The 1970s played host to an explosion in consumer electronics gadgets that changed how we educate, entertain, calculate, and communicate.
By Benj Edwards | 18 April, 2012 09:37
Tags:
1970s,
consumer tech,
slideshow
From 1970s minicomputers used for military programs (including nuclear weapons) to an IBM punch-card system still keeping the books at a Texas filter supplier, these are the computers that time forgot.
By Benj Edwards | 27 March, 2012 09:16
Tags:
Components,
mini-computer,
old computers,
pc,
punch-card system,
slideshow
From MUD to Minecraft, these digital universes have shaped massively multiplayer games and kids' toys.
By Benj Edwards | 20 May, 2011 11:21
Tags:
online worlds
Atari hasn't always been all about gaming. From the late '70s to the early '90s, the company produced a series of interesting and unusual desktops and laptops, including one that had a starring role in 'Terminator 2.'
By Benj Edwards | 28 April, 2011 14:28
Tags:
atari
From blinking lights and punch cards to LCDs and 3D flat panels, we trace the 70-year history of the tech that users rely on to see what a computer is doing.
By Benj Edwards | 03 November, 2010 11:52
Tags:
desktops,
hardware
Twenty years ago today, a student at McGill University and some friends launched what many people consider to be the world's first Internet search engine: Archie.
A visual history of the science and sci-fi of phone calls you can see. (And, no, it didn't start with The Jetsons.)
By Benj Edwards | 18 June, 2010 08:56
Tags:
videoconferencing
Brave users of history's earliest computers programmed those massive electronic beasts through jumper wires plugged into arrays of sockets.
By Benj Edwards | 12 February, 2010 11:57
Tags:
storage
Three decades after the debut of Milton Bradley's Microvision, here's a look at how handheld video game systems evolved, from early flops like the Atari Lynx to the gaming innovations of the iPhone.
By Benj Edwards | 08 December, 2009 11:39
Tags:
games consoles
It's the 30th anniversary of this 8-bit PC classic. We celebrate the occasion as we always do, by tearing the product apart and showing you the pieces.
By Benj Edwards | 06 November, 2009 08:57
Tags:
atari
Since the appearance of the first video game console--the Magnavox Odyssey--in 1972, dozens of companies have tried their hands at crafting successful and lucrative game platforms.
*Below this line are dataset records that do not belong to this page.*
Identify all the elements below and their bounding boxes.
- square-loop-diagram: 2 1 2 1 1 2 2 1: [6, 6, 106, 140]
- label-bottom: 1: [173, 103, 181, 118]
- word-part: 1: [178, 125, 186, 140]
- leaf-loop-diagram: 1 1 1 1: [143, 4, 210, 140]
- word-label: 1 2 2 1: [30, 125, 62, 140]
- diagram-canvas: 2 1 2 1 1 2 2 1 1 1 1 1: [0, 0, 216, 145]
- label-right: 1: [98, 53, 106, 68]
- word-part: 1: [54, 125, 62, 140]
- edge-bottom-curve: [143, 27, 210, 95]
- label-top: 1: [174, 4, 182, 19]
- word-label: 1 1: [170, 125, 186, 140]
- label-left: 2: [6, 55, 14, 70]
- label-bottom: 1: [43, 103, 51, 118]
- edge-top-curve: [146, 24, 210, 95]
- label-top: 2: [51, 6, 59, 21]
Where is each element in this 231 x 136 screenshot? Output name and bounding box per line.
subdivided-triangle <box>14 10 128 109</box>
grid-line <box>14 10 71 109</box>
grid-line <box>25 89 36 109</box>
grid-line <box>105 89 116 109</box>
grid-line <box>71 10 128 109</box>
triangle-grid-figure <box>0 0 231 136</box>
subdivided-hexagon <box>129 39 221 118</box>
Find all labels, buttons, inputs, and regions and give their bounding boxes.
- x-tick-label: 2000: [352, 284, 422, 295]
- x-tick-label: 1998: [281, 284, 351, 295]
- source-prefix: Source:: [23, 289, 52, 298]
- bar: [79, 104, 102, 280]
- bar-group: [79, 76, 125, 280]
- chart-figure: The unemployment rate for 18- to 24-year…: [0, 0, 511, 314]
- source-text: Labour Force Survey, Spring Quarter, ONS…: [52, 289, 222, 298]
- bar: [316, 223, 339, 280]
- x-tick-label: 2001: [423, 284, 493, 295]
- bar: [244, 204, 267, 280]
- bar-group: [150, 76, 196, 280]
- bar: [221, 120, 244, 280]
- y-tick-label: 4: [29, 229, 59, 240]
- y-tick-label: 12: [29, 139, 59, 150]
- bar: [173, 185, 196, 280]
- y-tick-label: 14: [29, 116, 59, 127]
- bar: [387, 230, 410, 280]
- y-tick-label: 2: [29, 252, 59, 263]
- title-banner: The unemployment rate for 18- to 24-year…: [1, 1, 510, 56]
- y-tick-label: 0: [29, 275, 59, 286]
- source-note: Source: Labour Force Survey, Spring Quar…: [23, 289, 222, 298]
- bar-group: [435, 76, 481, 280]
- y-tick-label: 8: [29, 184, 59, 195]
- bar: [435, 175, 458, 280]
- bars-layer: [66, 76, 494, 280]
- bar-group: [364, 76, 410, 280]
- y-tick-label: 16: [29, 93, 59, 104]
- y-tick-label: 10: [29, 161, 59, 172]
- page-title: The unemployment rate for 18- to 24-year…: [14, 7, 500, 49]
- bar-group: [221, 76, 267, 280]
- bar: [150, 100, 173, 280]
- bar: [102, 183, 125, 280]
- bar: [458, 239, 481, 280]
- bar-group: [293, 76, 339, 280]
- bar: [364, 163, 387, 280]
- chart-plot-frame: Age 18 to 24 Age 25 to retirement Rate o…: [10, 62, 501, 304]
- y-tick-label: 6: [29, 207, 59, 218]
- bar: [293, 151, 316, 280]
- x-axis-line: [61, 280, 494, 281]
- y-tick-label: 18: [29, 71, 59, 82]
Each new machine brought with it the promise of a compelling, novel gaming experience, but the vast majority failed miserably to deliver.
A mouse is such a simple device that not even the worst inventor could screw it up, right? Wrong! We'll give you 13 examples.
This pioneering PC made instant geeks out of millions of people back in the '80s. But what lies within the Commodore 64's fetching brown shell?
If you've been using Microsoft Word for the past quarter of a century, it can seem like Word has always been the top dog of the word-processing world--and for years, it's been incorporated into Microsoft's Office suite. Today, Microsoft's domination is so complete that, from the public's point of view, there is almost no "word-processor market." (Does anyone remember Lotus Manuscript?)
By Benj Edwards | 27 October, 2008 08:14
Tags:
microsoft word
The release of Intel's 8086 microprocessor in 1978 was a watershed moment for personal computing. The DNA of that chip is likely at the centre of whatever computer--Windows, Mac, or Linux--you're using to read this, and it helped transform Intel from merely one of many chip companies to the world's largest.